There is a prior question, which has been, to some extent, discussed, but, as it is in no sense decisive of the case> it is not deemed expedient to devote much time to the examination of it. It is the question, how far the debt is the proper debt of the corporation. It would seem to be, in terms, the debt of agen.ts, contracted, no doubt, for the benefit of the company. In this state of the case there is nothing improbable, either in the agents mortgaging their shares in the corporation, or in the corporation mortgaging their land and building as security.

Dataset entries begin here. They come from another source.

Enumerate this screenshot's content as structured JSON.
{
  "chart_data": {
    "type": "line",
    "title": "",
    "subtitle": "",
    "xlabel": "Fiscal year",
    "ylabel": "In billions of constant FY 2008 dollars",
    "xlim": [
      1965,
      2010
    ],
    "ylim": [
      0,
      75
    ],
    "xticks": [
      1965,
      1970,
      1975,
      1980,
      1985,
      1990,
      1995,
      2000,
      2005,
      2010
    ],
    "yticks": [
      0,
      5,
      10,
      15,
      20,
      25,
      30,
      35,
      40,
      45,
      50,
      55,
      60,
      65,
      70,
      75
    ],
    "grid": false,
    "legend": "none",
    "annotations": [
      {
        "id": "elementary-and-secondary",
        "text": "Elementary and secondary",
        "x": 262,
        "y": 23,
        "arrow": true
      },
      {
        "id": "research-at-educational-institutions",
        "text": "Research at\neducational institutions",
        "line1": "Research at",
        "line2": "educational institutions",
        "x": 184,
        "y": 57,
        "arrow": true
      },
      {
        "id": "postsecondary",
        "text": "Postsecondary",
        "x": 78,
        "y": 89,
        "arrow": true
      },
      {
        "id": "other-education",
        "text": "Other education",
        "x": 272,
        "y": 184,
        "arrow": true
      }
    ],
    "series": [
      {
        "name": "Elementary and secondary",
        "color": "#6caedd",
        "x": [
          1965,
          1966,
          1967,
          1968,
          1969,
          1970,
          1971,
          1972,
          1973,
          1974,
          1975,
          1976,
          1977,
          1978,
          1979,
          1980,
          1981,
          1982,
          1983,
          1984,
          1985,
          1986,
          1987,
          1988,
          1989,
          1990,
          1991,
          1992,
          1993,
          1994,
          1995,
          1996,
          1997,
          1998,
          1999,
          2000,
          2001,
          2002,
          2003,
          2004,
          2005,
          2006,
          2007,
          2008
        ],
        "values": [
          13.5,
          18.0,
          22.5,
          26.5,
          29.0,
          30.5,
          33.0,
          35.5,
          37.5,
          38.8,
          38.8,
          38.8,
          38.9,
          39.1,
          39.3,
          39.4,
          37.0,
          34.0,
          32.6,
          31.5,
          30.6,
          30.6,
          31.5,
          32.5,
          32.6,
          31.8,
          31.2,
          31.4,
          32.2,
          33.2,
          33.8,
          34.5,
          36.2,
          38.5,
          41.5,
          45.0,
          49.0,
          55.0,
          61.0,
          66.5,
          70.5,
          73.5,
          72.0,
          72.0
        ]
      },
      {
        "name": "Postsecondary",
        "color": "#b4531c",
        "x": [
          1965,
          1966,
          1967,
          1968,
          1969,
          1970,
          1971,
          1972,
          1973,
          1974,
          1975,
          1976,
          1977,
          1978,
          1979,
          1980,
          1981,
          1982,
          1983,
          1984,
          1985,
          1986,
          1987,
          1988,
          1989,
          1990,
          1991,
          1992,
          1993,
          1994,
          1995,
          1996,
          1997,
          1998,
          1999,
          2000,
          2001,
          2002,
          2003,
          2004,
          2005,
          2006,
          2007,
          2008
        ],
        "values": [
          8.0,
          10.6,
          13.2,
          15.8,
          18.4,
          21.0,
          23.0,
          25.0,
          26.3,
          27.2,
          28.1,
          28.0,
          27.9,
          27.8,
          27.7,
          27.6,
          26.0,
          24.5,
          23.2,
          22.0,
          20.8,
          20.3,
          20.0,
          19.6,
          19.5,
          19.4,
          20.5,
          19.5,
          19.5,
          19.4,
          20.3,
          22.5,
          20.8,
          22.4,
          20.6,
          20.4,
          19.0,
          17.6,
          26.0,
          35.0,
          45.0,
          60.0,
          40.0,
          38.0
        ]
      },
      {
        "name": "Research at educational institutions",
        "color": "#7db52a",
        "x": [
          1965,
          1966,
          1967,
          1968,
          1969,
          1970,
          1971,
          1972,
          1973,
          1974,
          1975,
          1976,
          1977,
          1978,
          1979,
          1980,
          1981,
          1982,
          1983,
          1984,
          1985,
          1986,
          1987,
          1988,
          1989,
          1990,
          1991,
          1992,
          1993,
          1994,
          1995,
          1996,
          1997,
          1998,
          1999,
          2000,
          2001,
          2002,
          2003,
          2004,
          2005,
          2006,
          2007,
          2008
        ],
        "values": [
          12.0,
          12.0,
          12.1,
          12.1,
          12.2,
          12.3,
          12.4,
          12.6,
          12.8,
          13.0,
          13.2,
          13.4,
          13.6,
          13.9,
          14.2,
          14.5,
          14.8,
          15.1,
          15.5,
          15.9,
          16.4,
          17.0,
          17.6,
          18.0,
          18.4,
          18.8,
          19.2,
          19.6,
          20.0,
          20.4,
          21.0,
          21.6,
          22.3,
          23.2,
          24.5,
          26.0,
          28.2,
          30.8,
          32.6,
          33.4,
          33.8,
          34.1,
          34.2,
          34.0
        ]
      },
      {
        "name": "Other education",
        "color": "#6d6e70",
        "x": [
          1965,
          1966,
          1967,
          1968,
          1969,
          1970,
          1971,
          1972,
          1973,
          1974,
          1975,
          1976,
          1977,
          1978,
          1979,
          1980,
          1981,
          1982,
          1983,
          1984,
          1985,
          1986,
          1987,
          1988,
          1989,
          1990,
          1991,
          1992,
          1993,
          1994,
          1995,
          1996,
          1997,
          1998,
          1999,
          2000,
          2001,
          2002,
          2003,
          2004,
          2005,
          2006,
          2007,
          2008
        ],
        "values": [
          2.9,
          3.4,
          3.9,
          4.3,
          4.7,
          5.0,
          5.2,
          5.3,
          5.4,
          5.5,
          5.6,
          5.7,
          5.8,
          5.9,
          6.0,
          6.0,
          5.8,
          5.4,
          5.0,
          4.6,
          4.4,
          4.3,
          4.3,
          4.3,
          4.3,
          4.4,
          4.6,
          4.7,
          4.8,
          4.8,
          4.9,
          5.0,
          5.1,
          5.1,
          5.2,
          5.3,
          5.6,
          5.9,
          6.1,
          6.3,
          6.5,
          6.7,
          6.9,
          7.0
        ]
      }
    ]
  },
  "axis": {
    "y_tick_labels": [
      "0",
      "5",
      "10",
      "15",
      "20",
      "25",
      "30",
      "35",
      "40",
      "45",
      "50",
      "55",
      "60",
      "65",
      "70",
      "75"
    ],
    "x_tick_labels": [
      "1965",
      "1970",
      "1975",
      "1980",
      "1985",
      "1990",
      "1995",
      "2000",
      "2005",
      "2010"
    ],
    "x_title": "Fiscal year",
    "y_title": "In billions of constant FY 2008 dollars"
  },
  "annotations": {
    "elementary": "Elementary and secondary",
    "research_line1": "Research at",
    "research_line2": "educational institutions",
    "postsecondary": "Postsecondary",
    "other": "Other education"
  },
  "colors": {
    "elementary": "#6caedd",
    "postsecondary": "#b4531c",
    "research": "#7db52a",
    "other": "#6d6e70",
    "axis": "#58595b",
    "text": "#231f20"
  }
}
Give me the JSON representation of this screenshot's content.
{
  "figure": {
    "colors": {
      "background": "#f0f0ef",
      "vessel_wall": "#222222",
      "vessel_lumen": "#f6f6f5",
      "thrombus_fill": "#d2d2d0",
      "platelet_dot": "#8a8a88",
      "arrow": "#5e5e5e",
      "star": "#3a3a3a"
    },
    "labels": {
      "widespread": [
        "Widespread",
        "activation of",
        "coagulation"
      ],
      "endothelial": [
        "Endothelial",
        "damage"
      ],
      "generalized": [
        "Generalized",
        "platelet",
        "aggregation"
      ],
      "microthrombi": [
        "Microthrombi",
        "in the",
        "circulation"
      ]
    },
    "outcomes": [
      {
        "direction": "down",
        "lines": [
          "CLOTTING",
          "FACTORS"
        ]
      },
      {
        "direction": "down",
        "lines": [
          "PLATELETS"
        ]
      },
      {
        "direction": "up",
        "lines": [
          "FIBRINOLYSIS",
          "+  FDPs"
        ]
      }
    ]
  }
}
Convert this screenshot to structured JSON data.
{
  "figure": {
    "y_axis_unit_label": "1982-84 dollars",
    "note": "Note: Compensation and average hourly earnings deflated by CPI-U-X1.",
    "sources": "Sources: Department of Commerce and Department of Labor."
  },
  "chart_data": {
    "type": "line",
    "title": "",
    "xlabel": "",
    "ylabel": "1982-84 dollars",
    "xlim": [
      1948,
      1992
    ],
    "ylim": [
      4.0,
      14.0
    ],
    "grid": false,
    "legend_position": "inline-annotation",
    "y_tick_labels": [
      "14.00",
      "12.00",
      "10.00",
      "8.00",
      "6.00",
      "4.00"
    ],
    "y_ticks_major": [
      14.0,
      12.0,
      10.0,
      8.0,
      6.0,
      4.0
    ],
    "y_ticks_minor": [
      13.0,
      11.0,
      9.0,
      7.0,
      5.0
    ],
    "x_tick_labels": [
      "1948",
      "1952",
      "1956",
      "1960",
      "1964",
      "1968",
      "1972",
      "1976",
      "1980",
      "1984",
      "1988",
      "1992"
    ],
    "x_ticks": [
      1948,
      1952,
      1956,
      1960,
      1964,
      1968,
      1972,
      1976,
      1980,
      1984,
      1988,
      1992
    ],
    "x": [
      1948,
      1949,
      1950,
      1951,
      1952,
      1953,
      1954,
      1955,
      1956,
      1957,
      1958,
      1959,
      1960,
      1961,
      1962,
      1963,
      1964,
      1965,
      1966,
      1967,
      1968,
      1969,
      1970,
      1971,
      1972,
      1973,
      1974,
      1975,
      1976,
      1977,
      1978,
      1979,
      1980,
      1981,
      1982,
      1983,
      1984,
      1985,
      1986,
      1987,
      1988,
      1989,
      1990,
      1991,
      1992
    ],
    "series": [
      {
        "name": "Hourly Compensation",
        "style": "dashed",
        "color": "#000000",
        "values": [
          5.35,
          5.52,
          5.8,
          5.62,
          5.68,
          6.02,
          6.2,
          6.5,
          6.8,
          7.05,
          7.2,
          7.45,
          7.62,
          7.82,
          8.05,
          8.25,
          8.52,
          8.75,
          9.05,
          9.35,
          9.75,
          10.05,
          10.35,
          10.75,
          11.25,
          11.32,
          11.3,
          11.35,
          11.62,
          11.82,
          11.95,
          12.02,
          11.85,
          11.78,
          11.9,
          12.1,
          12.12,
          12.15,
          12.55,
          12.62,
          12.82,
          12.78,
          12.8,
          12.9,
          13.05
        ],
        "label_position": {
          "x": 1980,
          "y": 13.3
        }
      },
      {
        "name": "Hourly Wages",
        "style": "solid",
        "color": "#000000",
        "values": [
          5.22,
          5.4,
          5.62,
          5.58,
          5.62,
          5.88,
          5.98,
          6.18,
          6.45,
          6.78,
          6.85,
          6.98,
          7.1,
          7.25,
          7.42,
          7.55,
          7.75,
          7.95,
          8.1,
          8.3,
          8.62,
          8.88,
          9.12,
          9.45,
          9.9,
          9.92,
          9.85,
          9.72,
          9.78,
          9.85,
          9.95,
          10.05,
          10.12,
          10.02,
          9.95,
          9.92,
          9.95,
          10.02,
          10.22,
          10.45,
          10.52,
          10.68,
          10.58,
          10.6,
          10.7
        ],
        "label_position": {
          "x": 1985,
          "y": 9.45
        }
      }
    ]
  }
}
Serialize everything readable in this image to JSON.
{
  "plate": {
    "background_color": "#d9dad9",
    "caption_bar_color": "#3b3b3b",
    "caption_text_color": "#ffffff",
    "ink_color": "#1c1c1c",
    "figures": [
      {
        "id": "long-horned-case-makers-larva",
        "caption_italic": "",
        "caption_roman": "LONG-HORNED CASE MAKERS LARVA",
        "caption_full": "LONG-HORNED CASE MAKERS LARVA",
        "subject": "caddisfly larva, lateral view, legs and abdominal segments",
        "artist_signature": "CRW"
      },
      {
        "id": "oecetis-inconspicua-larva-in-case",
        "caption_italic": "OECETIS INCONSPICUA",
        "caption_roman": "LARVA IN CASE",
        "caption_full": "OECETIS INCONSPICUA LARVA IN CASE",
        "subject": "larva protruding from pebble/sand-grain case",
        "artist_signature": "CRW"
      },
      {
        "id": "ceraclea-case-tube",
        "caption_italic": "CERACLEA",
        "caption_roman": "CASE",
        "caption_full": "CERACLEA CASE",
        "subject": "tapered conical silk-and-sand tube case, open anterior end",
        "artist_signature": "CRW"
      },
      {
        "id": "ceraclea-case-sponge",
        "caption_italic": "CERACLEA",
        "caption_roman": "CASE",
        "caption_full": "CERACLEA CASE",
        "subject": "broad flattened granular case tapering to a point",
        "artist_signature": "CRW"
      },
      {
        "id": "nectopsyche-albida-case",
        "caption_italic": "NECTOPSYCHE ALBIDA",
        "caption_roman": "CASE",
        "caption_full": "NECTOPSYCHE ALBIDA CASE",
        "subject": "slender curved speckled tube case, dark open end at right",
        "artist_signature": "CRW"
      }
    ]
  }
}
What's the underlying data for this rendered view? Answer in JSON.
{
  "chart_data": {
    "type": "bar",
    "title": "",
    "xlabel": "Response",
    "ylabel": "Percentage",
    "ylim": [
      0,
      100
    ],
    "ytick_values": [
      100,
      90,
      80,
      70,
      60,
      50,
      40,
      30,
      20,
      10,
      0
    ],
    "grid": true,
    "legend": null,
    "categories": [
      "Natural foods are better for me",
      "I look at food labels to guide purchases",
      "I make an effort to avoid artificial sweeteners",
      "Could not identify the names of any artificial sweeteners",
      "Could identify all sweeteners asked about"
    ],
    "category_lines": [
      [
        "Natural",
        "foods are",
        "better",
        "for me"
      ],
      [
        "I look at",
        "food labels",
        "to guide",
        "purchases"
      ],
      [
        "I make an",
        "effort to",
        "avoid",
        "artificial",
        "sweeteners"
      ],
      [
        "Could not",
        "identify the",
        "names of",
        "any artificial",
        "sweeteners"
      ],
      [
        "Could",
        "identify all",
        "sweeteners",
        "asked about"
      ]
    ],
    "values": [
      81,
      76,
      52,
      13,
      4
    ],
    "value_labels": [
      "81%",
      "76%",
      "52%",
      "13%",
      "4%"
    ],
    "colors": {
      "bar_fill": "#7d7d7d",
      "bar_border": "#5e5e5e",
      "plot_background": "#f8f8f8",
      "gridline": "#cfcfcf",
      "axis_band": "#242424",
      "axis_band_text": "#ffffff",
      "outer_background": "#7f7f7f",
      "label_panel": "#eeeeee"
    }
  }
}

1. Upon the question, how far the deed is, in terms, the deed of the corporation, it seems not a little difficult to argue the affirmative from the contract. The deed is signed by the names of Moulton and Hutchinson, with no addition whatever, and, in the body of the deed, they describe themselves, as “ proprietors and owners of all the shares of the Woodstock Manufacturing Company.” When it is considered that a corporation is a mere abstraction, a mere existence in law, and can act only by its votes, through its agents, and that a power to convey land must be strictly followed, it is in vain to argue, that this deed is, in terms, or in legal effect, the deed of the corporation. It is well settled that, at common law, a corporation could only convey land by its corporate seal. 4 Kent’s Com. 457. Real estate must always be conveyed according to the lex loci. And by the law of this state, then in force, corporations could only convey their lands and real estate, by the deed of their president, reciting the vote of the corporation authorizing the conveyance. In order to bind the. corporation, the deed must be theirs, either expressly or by adoption. Angel & [522]*522Ames, 109, 115, 168. The fact that the signers of this deed owned the whole of the shares, will make no difference, in regard to the necessity of a vote of the corporation, in order to convey the land. The title to the land was in the ’corporation, not in the individual stockholders. The deed of one, or of any number of the stockholders will not affect the title of the land. The share owners are not tenants in [common of the land. They have no title, whatever, to any of the property of the corporation. It is true that one, who owned all the shares, might control the corporation, and so he could if he owned a majority of the shares; but he could, in either case, do it only by a vote of the corporation, at a meeting held in strict accordance with the statutes of the corporation. This, in the present case, was not attempted. And the deed is what its terms import — that of Moulton and Hutchinson, in their private capacity, as the owners of all the shares in the corporation, for the same reason that any man, who professes to convey the title of land, or other property, does it as the owner of that property.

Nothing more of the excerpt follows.